INTERPOL has been tracking the crime phenomenon for the past several years, warning that the method of recruiting and trafficking individuals to work in cybercrime centers is spreading outside of Southeast Asia, including to West Africa.

In addition, INTERPOL found that the scams are increasing in sophistication, with the fake job ads shifting from basic requirements (“simple job in a call center,” “phone operator,” “light work, high salaries”) to more skilled profiles that appear more legitimate and might attract more tech-savvy or educated victims (“Information Technology (IT) jobs,” “Digital sales and marketing executives,” “working with cryptocurrency negotiation”). Victims trafficked into these schemes are often forced to pay off a “debt” or ransom with the scam company before they can leave, but those debts are often compounded with additional fees from the trafficker, making the amount virtually impossible to reach.

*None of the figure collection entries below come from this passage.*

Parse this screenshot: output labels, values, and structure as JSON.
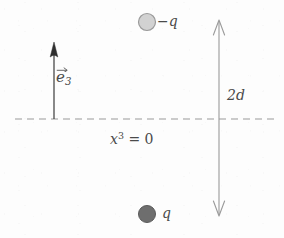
{
  "figure": {
    "background_color": "#fdfdfd",
    "stroke_color": "#8a8a8a",
    "text_color": "#4a4a4a",
    "width": 284,
    "height": 238
  },
  "axis": {
    "dashed_line": {
      "name": "plane x3 = 0",
      "y": 119,
      "x_start": 15,
      "x_end": 275,
      "style": "dashed",
      "color": "#9a9a9a"
    },
    "label": {
      "base": "x",
      "superscript": "3",
      "equals": " = 0",
      "full_text": "x³ = 0"
    }
  },
  "basis_vector": {
    "name": "e3",
    "label_base": "e",
    "label_subscript": "3",
    "full_text": "e⃗3",
    "shaft_x": 54,
    "tail_y": 119,
    "tip_y": 43,
    "arrowhead_style": "solid-filled",
    "color": "#3b3b3b"
  },
  "charges": [
    {
      "name": "negative-charge",
      "label": "−q",
      "cx": 147,
      "cy": 22,
      "r": 8.5,
      "fill": "#d2d2d2",
      "stroke": "#9a9a9a"
    },
    {
      "name": "positive-charge",
      "label": "q",
      "cx": 147,
      "cy": 214,
      "r": 8.5,
      "fill": "#6e6e6e",
      "stroke": "#5a5a5a"
    }
  ],
  "separation": {
    "name": "separation-dimension",
    "label": "2d",
    "shaft_x": 219,
    "top_y": 20,
    "bottom_y": 216,
    "arrowhead_style": "thin-open",
    "color": "#8f8f8f"
  }
}
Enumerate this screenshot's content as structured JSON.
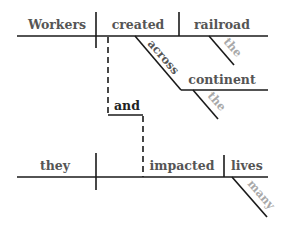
{
  "diagram": {
    "type": "Reed-Kellogg sentence diagram",
    "clause1": {
      "subject": "Workers",
      "verb": "created",
      "object": "railroad",
      "object_modifier": "the",
      "preposition": "across",
      "prep_object": "continent",
      "prep_object_modifier": "the"
    },
    "conjunction": "and",
    "clause2": {
      "subject": "they",
      "verb": "impacted",
      "object": "lives",
      "object_modifier": "many"
    },
    "colors": {
      "main_words": "#555555",
      "modifier_words": "#a8a8a8",
      "conjunction": "#222222",
      "lines": "#1a1a1a"
    }
  }
}
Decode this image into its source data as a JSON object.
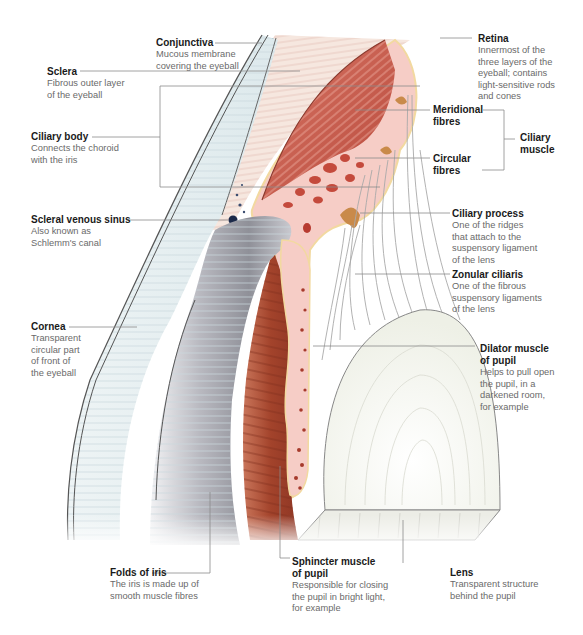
{
  "diagram": {
    "colors": {
      "sclera": "#f3e4dc",
      "cornea": "#e4eef0",
      "ciliary_muscle": "#c8574a",
      "ciliary_body_tissue": "#f5c9c4",
      "iris": "#a8442c",
      "lens": "#f5f6ef",
      "conjunctiva_blue": "#2f6d8c",
      "leader_line": "#8a8a8a",
      "zonule_fibre": "#a9a9a9",
      "label_title": "#1a1a1a",
      "label_desc": "#6a6a6a"
    }
  },
  "labels": {
    "conjunctiva": {
      "title": "Conjunctiva",
      "desc": "Mucous membrane\ncovering the eyeball"
    },
    "sclera": {
      "title": "Sclera",
      "desc": "Fibrous outer layer\nof the eyeball"
    },
    "ciliary_body": {
      "title": "Ciliary body",
      "desc": "Connects the choroid\nwith the iris"
    },
    "scleral_venous_sinus": {
      "title": "Scleral venous sinus",
      "desc": "Also known as\nSchlemm's canal"
    },
    "cornea": {
      "title": "Cornea",
      "desc": "Transparent\ncircular part\nof front of\nthe eyeball"
    },
    "folds_of_iris": {
      "title": "Folds of iris",
      "desc": "The iris is made up of\nsmooth muscle fibres"
    },
    "sphincter_muscle": {
      "title": "Sphincter muscle\nof pupil",
      "desc": "Responsible for closing\nthe pupil in bright light,\nfor example"
    },
    "lens": {
      "title": "Lens",
      "desc": "Transparent structure\nbehind the pupil"
    },
    "retina": {
      "title": "Retina",
      "desc": "Innermost of the\nthree layers of the\neyeball; contains\nlight-sensitive rods\nand cones"
    },
    "meridional_fibres": {
      "title": "Meridional\nfibres"
    },
    "circular_fibres": {
      "title": "Circular\nfibres"
    },
    "ciliary_muscle": {
      "title": "Ciliary\nmuscle"
    },
    "ciliary_process": {
      "title": "Ciliary process",
      "desc": "One of the ridges\nthat attach to the\nsuspensory ligament\nof the lens"
    },
    "zonular_ciliaris": {
      "title": "Zonular ciliaris",
      "desc": "One of the fibrous\nsuspensory ligaments\nof the lens"
    },
    "dilator_muscle": {
      "title": "Dilator muscle\nof pupil",
      "desc": "Helps to pull open\nthe pupil, in a\ndarkened room,\nfor example"
    }
  }
}
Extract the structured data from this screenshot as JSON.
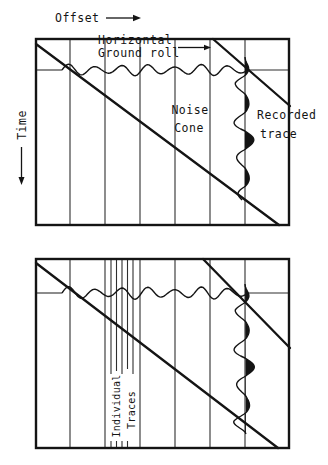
{
  "figure": {
    "background": "#ffffff",
    "ink_color": "#141414",
    "axes": {
      "offset_label": "Offset",
      "time_label": "Time"
    },
    "upper_panel": {
      "ground_roll_label": [
        "Horizontal",
        "Ground roll"
      ],
      "noise_cone_label": [
        "Noise",
        "Cone"
      ],
      "recorded_trace_label": [
        "Recorded",
        "trace"
      ]
    },
    "lower_panel": {
      "individual_traces_label": [
        "Individual",
        "Traces"
      ]
    }
  }
}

“What began as a regional crime threat has become a global human trafficking crisis,” said Jürgen Stock, INTERPOL Secretary General. “Just about anyone in the world could fall victim to either the human trafficking or the online scams carried out through these criminal hubs. Much stronger international police cooperation is needed to stop this crime trend from spreading further.”

But some cybercrime groups operate scam mills without significant scrutiny in some nations. According to a New York Times investigation, cyber scam groups and traffickers continue to thrive in Cambodia “because of powerful businessmen with close ties to senior officials in the Cambodian government, and a system of patronage that protects the mills from being investigated by the police.”

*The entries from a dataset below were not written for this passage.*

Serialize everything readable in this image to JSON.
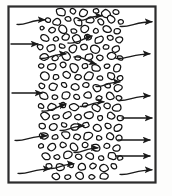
{
  "figure": {
    "canvas": {
      "width": 172,
      "height": 196,
      "background": "#fdfdfc"
    },
    "frame": {
      "label": "enclosure-boundary",
      "x": 8.5,
      "y": 6.5,
      "width": 147,
      "height": 176,
      "stroke": "#2b2b2b",
      "stroke_width": 2.2,
      "fill": "#ffffff"
    },
    "bed": {
      "label": "packed-particle-bed",
      "band_left": 36,
      "band_right": 122,
      "particle_stroke": "#111111",
      "particle_stroke_width": 1.25,
      "particle_fill": "#ffffff",
      "particle_count": 118
    },
    "colors": {
      "ink": "#1a1a1a",
      "frame": "#2b2b2b",
      "paper": "#ffffff",
      "page": "#fdfdfc"
    },
    "inlet_arrows": [
      {
        "name": "inlet-arrow-1",
        "style": "wavy",
        "y": 22,
        "x_start": 17,
        "x_end": 45
      },
      {
        "name": "inlet-arrow-2",
        "style": "straight",
        "y": 44,
        "x_start": 11,
        "x_end": 38
      },
      {
        "name": "inlet-arrow-3",
        "style": "straight",
        "y": 93,
        "x_start": 12,
        "x_end": 42
      },
      {
        "name": "inlet-arrow-4",
        "style": "wavy",
        "y": 138,
        "x_start": 15,
        "x_end": 47
      },
      {
        "name": "inlet-arrow-5",
        "style": "wavy",
        "y": 171,
        "x_start": 18,
        "x_end": 50
      }
    ],
    "outlet_arrows": [
      {
        "name": "outlet-arrow-1",
        "style": "wavy",
        "y": 24,
        "x_start": 120,
        "x_end": 152
      },
      {
        "name": "outlet-arrow-2",
        "style": "wavy",
        "y": 56,
        "x_start": 116,
        "x_end": 150
      },
      {
        "name": "outlet-arrow-3",
        "style": "wavy",
        "y": 98,
        "x_start": 118,
        "x_end": 150
      },
      {
        "name": "outlet-arrow-4",
        "style": "straight",
        "y": 118,
        "x_start": 122,
        "x_end": 152
      },
      {
        "name": "outlet-arrow-5",
        "style": "straight",
        "y": 140,
        "x_start": 118,
        "x_end": 150
      },
      {
        "name": "outlet-arrow-6",
        "style": "straight",
        "y": 156,
        "x_start": 116,
        "x_end": 150
      },
      {
        "name": "outlet-arrow-7",
        "style": "wavy",
        "y": 172,
        "x_start": 120,
        "x_end": 152
      }
    ],
    "interior_arrows": [
      {
        "name": "interior-arrow-1",
        "style": "wavy",
        "y": 18,
        "x_start": 78,
        "x_end": 102
      },
      {
        "name": "interior-arrow-2",
        "style": "wavy-up",
        "y": 40,
        "x_start": 68,
        "x_end": 92
      },
      {
        "name": "interior-arrow-3",
        "style": "wavy",
        "y": 56,
        "x_start": 40,
        "x_end": 66
      },
      {
        "name": "interior-arrow-4",
        "style": "wavy-down",
        "y": 60,
        "x_start": 74,
        "x_end": 96
      },
      {
        "name": "interior-arrow-5",
        "style": "wavy",
        "y": 84,
        "x_start": 96,
        "x_end": 120
      },
      {
        "name": "interior-arrow-6",
        "style": "wavy-up",
        "y": 108,
        "x_start": 42,
        "x_end": 66
      },
      {
        "name": "interior-arrow-7",
        "style": "wavy",
        "y": 104,
        "x_start": 80,
        "x_end": 104
      },
      {
        "name": "interior-arrow-8",
        "style": "wavy",
        "y": 128,
        "x_start": 60,
        "x_end": 84
      },
      {
        "name": "interior-arrow-9",
        "style": "wavy",
        "y": 150,
        "x_start": 74,
        "x_end": 98
      },
      {
        "name": "interior-arrow-10",
        "style": "wavy",
        "y": 166,
        "x_start": 50,
        "x_end": 74
      }
    ],
    "particles": [
      [
        61,
        12,
        5.0,
        4.0,
        12
      ],
      [
        73,
        11,
        3.4,
        2.8,
        40
      ],
      [
        83,
        13,
        4.6,
        3.6,
        -20
      ],
      [
        96,
        11,
        3.0,
        2.6,
        15
      ],
      [
        106,
        14,
        5.2,
        4.2,
        30
      ],
      [
        116,
        12,
        3.2,
        2.6,
        0
      ],
      [
        48,
        20,
        3.0,
        2.4,
        10
      ],
      [
        57,
        22,
        4.4,
        3.4,
        -15
      ],
      [
        68,
        19,
        3.2,
        2.6,
        25
      ],
      [
        78,
        22,
        5.0,
        3.8,
        50
      ],
      [
        90,
        20,
        4.2,
        3.4,
        -10
      ],
      [
        101,
        22,
        3.4,
        2.8,
        35
      ],
      [
        111,
        19,
        4.8,
        3.8,
        20
      ],
      [
        121,
        22,
        3.0,
        2.4,
        0
      ],
      [
        42,
        28,
        2.2,
        1.9,
        0
      ],
      [
        52,
        30,
        3.4,
        2.8,
        -25
      ],
      [
        63,
        29,
        5.0,
        4.0,
        45
      ],
      [
        74,
        31,
        3.2,
        2.6,
        10
      ],
      [
        85,
        29,
        4.6,
        3.6,
        -30
      ],
      [
        96,
        31,
        3.0,
        2.5,
        20
      ],
      [
        107,
        29,
        4.4,
        3.4,
        15
      ],
      [
        117,
        31,
        3.6,
        2.9,
        -15
      ],
      [
        45,
        38,
        4.6,
        3.6,
        25
      ],
      [
        56,
        39,
        3.0,
        2.4,
        0
      ],
      [
        66,
        37,
        4.2,
        3.4,
        -20
      ],
      [
        77,
        39,
        5.0,
        4.0,
        35
      ],
      [
        88,
        37,
        3.4,
        2.8,
        10
      ],
      [
        99,
        40,
        4.6,
        3.6,
        -25
      ],
      [
        110,
        38,
        3.2,
        2.6,
        15
      ],
      [
        119,
        40,
        4.0,
        3.2,
        0
      ],
      [
        40,
        47,
        3.2,
        2.6,
        20
      ],
      [
        51,
        48,
        4.8,
        3.8,
        -10
      ],
      [
        62,
        46,
        3.0,
        2.4,
        30
      ],
      [
        73,
        49,
        4.4,
        3.5,
        -35
      ],
      [
        84,
        47,
        3.4,
        2.8,
        0
      ],
      [
        95,
        49,
        5.0,
        3.9,
        25
      ],
      [
        106,
        47,
        3.2,
        2.6,
        10
      ],
      [
        116,
        49,
        4.2,
        3.4,
        -20
      ],
      [
        44,
        57,
        4.4,
        3.5,
        15
      ],
      [
        55,
        58,
        3.2,
        2.6,
        -20
      ],
      [
        66,
        56,
        4.8,
        3.8,
        40
      ],
      [
        78,
        58,
        3.0,
        2.4,
        0
      ],
      [
        89,
        57,
        4.4,
        3.5,
        -15
      ],
      [
        100,
        58,
        3.4,
        2.8,
        25
      ],
      [
        111,
        56,
        4.6,
        3.6,
        -10
      ],
      [
        120,
        58,
        3.0,
        2.4,
        20
      ],
      [
        41,
        66,
        3.0,
        2.5,
        0
      ],
      [
        52,
        67,
        4.6,
        3.6,
        -25
      ],
      [
        63,
        65,
        3.4,
        2.8,
        15
      ],
      [
        74,
        68,
        5.0,
        3.9,
        35
      ],
      [
        85,
        66,
        3.2,
        2.6,
        -10
      ],
      [
        96,
        68,
        4.4,
        3.5,
        20
      ],
      [
        107,
        66,
        3.0,
        2.4,
        0
      ],
      [
        117,
        68,
        4.6,
        3.6,
        -30
      ],
      [
        45,
        76,
        4.8,
        3.8,
        20
      ],
      [
        56,
        77,
        3.2,
        2.6,
        -15
      ],
      [
        67,
        75,
        4.2,
        3.4,
        30
      ],
      [
        78,
        77,
        3.4,
        2.8,
        0
      ],
      [
        89,
        76,
        5.0,
        3.9,
        -25
      ],
      [
        100,
        78,
        3.0,
        2.4,
        15
      ],
      [
        111,
        76,
        4.4,
        3.5,
        35
      ],
      [
        120,
        78,
        3.4,
        2.8,
        -10
      ],
      [
        42,
        86,
        3.4,
        2.8,
        10
      ],
      [
        53,
        87,
        4.6,
        3.6,
        -20
      ],
      [
        64,
        85,
        3.0,
        2.4,
        25
      ],
      [
        75,
        87,
        4.4,
        3.5,
        0
      ],
      [
        86,
        85,
        3.4,
        2.8,
        -15
      ],
      [
        97,
        88,
        4.8,
        3.8,
        30
      ],
      [
        108,
        86,
        3.2,
        2.6,
        10
      ],
      [
        118,
        88,
        4.2,
        3.4,
        -25
      ],
      [
        44,
        96,
        4.4,
        3.5,
        25
      ],
      [
        55,
        97,
        3.0,
        2.4,
        0
      ],
      [
        66,
        95,
        4.8,
        3.8,
        -20
      ],
      [
        77,
        97,
        3.4,
        2.8,
        35
      ],
      [
        88,
        95,
        4.2,
        3.4,
        10
      ],
      [
        99,
        98,
        3.0,
        2.5,
        -15
      ],
      [
        110,
        96,
        4.6,
        3.6,
        20
      ],
      [
        119,
        98,
        3.2,
        2.6,
        0
      ],
      [
        41,
        106,
        3.2,
        2.6,
        15
      ],
      [
        52,
        107,
        4.6,
        3.6,
        -30
      ],
      [
        63,
        105,
        3.4,
        2.8,
        20
      ],
      [
        74,
        107,
        4.8,
        3.8,
        0
      ],
      [
        85,
        105,
        3.0,
        2.4,
        -10
      ],
      [
        96,
        108,
        4.4,
        3.5,
        25
      ],
      [
        107,
        106,
        3.4,
        2.8,
        15
      ],
      [
        117,
        108,
        4.6,
        3.6,
        -20
      ],
      [
        45,
        116,
        4.8,
        3.8,
        30
      ],
      [
        56,
        117,
        3.2,
        2.6,
        0
      ],
      [
        67,
        115,
        4.2,
        3.4,
        -25
      ],
      [
        78,
        117,
        3.4,
        2.8,
        20
      ],
      [
        89,
        115,
        4.6,
        3.6,
        10
      ],
      [
        100,
        118,
        3.0,
        2.4,
        -15
      ],
      [
        111,
        116,
        4.4,
        3.5,
        35
      ],
      [
        120,
        118,
        3.4,
        2.8,
        0
      ],
      [
        42,
        126,
        3.4,
        2.8,
        20
      ],
      [
        53,
        127,
        4.4,
        3.5,
        -10
      ],
      [
        64,
        125,
        3.0,
        2.4,
        30
      ],
      [
        75,
        127,
        4.8,
        3.8,
        0
      ],
      [
        86,
        125,
        3.4,
        2.8,
        -20
      ],
      [
        97,
        128,
        4.2,
        3.4,
        15
      ],
      [
        108,
        126,
        3.2,
        2.6,
        25
      ],
      [
        118,
        128,
        4.6,
        3.6,
        -30
      ],
      [
        44,
        136,
        4.6,
        3.6,
        10
      ],
      [
        55,
        137,
        3.2,
        2.6,
        -20
      ],
      [
        66,
        135,
        4.4,
        3.5,
        25
      ],
      [
        77,
        137,
        3.4,
        2.8,
        0
      ],
      [
        88,
        136,
        4.8,
        3.8,
        -15
      ],
      [
        99,
        138,
        3.0,
        2.4,
        20
      ],
      [
        110,
        136,
        4.2,
        3.4,
        30
      ],
      [
        119,
        138,
        3.4,
        2.8,
        -10
      ],
      [
        41,
        146,
        3.0,
        2.4,
        0
      ],
      [
        52,
        147,
        4.8,
        3.8,
        -25
      ],
      [
        63,
        145,
        3.4,
        2.8,
        15
      ],
      [
        74,
        147,
        4.4,
        3.5,
        35
      ],
      [
        85,
        145,
        3.2,
        2.6,
        -10
      ],
      [
        96,
        148,
        4.6,
        3.6,
        20
      ],
      [
        107,
        146,
        3.4,
        2.8,
        0
      ],
      [
        117,
        148,
        4.2,
        3.4,
        -20
      ],
      [
        46,
        156,
        4.4,
        3.5,
        25
      ],
      [
        57,
        157,
        3.0,
        2.4,
        0
      ],
      [
        68,
        155,
        4.8,
        3.8,
        -30
      ],
      [
        79,
        157,
        3.4,
        2.8,
        15
      ],
      [
        90,
        156,
        4.2,
        3.4,
        10
      ],
      [
        101,
        158,
        3.2,
        2.6,
        -15
      ],
      [
        112,
        156,
        4.6,
        3.6,
        30
      ],
      [
        120,
        158,
        3.0,
        2.4,
        0
      ],
      [
        49,
        166,
        3.4,
        2.8,
        20
      ],
      [
        60,
        167,
        4.6,
        3.6,
        -10
      ],
      [
        71,
        165,
        3.0,
        2.4,
        25
      ],
      [
        82,
        167,
        4.4,
        3.5,
        0
      ],
      [
        93,
        166,
        3.4,
        2.8,
        -20
      ],
      [
        104,
        168,
        4.8,
        3.8,
        15
      ],
      [
        114,
        166,
        3.2,
        2.6,
        30
      ],
      [
        56,
        176,
        4.2,
        3.4,
        10
      ],
      [
        68,
        177,
        3.2,
        2.6,
        -20
      ],
      [
        80,
        176,
        4.6,
        3.6,
        25
      ],
      [
        92,
        177,
        3.0,
        2.4,
        0
      ],
      [
        104,
        176,
        4.2,
        3.4,
        -15
      ]
    ]
  }
}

The UN report noted that many of these crime centers are located in jurisdictions where governance and the rule of law is weak.

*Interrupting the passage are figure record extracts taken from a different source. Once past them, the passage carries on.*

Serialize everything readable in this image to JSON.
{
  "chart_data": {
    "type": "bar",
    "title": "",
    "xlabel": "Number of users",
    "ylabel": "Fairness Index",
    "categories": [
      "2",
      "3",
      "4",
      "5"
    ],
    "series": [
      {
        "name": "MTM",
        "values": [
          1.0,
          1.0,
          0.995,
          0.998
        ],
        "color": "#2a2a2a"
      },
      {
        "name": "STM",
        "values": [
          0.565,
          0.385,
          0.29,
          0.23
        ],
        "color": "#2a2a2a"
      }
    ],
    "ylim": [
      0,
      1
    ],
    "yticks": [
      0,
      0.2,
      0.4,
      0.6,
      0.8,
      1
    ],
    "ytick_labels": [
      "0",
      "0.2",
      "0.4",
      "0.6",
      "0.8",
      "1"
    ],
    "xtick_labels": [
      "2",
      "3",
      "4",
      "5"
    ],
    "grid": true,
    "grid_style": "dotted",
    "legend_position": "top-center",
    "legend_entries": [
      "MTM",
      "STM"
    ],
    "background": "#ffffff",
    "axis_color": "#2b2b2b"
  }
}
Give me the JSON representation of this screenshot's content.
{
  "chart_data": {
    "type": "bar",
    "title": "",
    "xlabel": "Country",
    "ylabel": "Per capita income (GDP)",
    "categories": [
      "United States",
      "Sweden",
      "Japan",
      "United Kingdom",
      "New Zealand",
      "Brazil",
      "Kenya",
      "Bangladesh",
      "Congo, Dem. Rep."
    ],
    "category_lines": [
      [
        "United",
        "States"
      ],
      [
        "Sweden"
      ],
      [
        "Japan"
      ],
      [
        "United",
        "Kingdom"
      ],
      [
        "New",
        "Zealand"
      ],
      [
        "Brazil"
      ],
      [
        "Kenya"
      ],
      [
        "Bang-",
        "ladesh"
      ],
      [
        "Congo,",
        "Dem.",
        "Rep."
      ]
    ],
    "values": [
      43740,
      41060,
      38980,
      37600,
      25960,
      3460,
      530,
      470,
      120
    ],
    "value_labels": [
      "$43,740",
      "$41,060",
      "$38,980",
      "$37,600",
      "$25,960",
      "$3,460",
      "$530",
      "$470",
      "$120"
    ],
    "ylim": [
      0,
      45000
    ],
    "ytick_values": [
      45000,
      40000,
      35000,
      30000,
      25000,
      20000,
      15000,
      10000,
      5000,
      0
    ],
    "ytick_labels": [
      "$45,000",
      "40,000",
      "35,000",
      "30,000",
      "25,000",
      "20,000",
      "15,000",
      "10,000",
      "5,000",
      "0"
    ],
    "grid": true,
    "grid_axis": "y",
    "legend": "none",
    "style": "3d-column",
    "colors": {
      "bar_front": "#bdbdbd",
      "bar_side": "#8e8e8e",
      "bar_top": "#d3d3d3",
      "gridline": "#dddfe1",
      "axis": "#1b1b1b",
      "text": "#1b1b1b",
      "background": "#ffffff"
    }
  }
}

“Corruption undermines accountability and threatens the rule of law; it often precedes the human rights violation, exacerbates its effects, and is a barrier to access to justice and remedy,” the UN said. “Reports indicate that there has been a lack of investigation into claims of collusion between the criminal actors behind these scam operations and senior government officials, politicians, local law enforcement, and influential businesspersons.”

In Myanmar, for example, cybercrime syndicates provide a major source of income for authoritarian leaders, including the ruling junta, according to the United States Institute of Peace and the Center for Strategic and International Studies (CSIS).

“Efforts to combat this growing phenomenon have focused on supporting victims who escape, and warning potential victims before they are recruited into the scams, but relevant governments and companies have not undertaken a coordinated strategy to address the growing cyber-scam industry and its increasing connection to human trafficking,” CSIS said.

“The military coup, ongoing violence and armed conflicts in Myanmar, and the resultant breakdown in the rule of law, have provided fertile ground for an exponential rise in criminal activity,” the report said. “Following the coup, transnational organized criminal actors were able to widen their existing activities within the country by working with factions within the armed forces and various militia groups.

“Many of the scam centers in Myanmar are located in weakly regulated—and often porous—border areas which are characterized by a lack of formal law enforcement structures, oversight, and accountability. This is further exacerbated by a number of conditions commonly associated with situations of conflict in these locations. These include a distorted economy that is heavily reliant on crime, the presence of organized criminal groups, and a non-existent justice and protection system that perpetuates impunity.”